ASTM D2487 – Classification of Soils for Engineering Purposes (USCS), IBC Chapter 18 – Soils and Foundations, OSHA 1926 Subpart P – Excavations

Technical parameters

ParameterTypical value
Maximum practical depth (Type C soil, unshored)4 ft per OSHA 1926 Subpart P
Maximum practical depth (shored or benched)14–16 ft typical
Standard pit length (excavator bucket width)8–12 ft
Soil classification standard appliedASTM D2487 (USCS)
Logging interval for pit walls6 in vertical increments
Common bearing stratum in OKCHennessey Group shale, stiff to hard
Sample types collectedUndisturbed block, bulk disturbed, Shelby tube (sidewall)

Common questions

How deep can you excavate a test pit in Oklahoma City’s clay soils?

Without shoring, OSHA limits vertical cuts in Type C soil to 4 feet.
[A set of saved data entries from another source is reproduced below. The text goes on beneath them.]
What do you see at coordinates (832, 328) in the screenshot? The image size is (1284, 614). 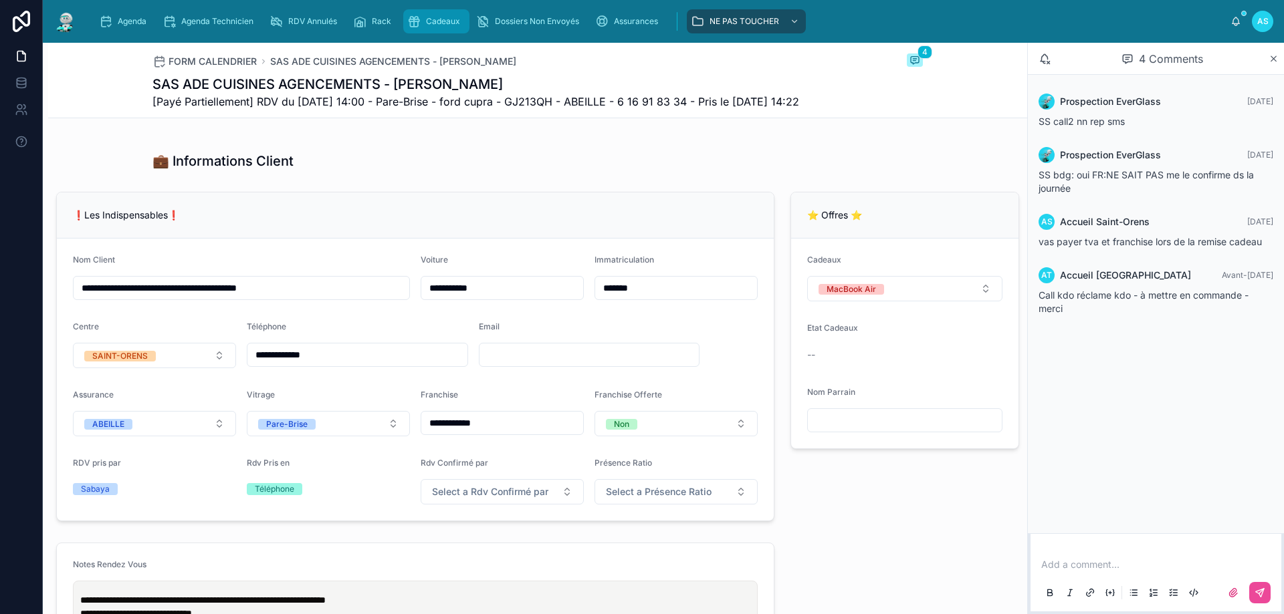 I see `span: Etat Cadeaux` at bounding box center [832, 328].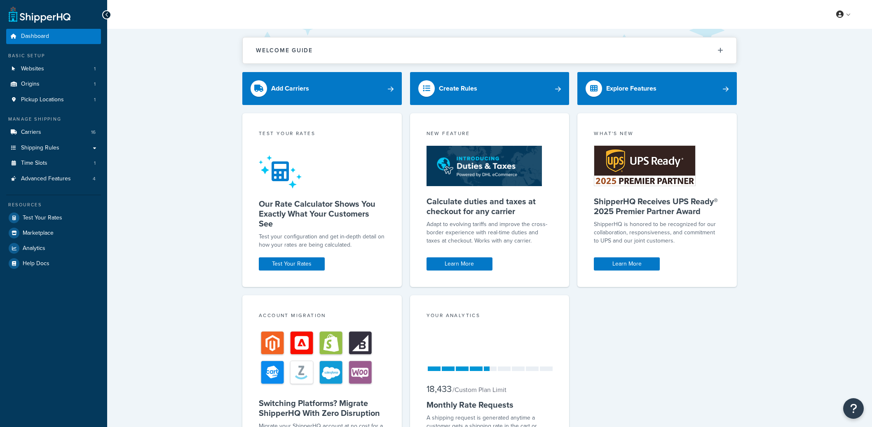 Image resolution: width=872 pixels, height=427 pixels. I want to click on p: Adapt to evolving tariffs and improve the cross-border experience with real-time duties and taxes..., so click(490, 233).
With proper benching or hydraulic shoring, we routinely excavate to 14–16 feet. The Hennessey Group shale common across Oklahoma City is typically classified as Type B when intact, allowing steeper slopes, but we default to conservative classification if desiccation cracks or slickensides are present.

What is the typical cost range for an exploratory test pit in Oklahoma City?

For a single exploratory test pit with full logging, photography, and bulk sampling in the Oklahoma City metro area, costs generally run between US$490 and US$850. The spread depends on depth, access constraints, shoring requirements, and whether groundwater is encountered.

Can you collect undisturbed samples from a test pit for laboratory strength testing?

Yes. We extract undisturbed block samples directly from the pit floor or wall at the target bearing elevation. These are sealed on site and transported to our laboratory for unconfined compressive strength, triaxial, or consolidation testing per ASTM standards.

Location and service area

We serve projects in Oklahoma City and surrounding areas.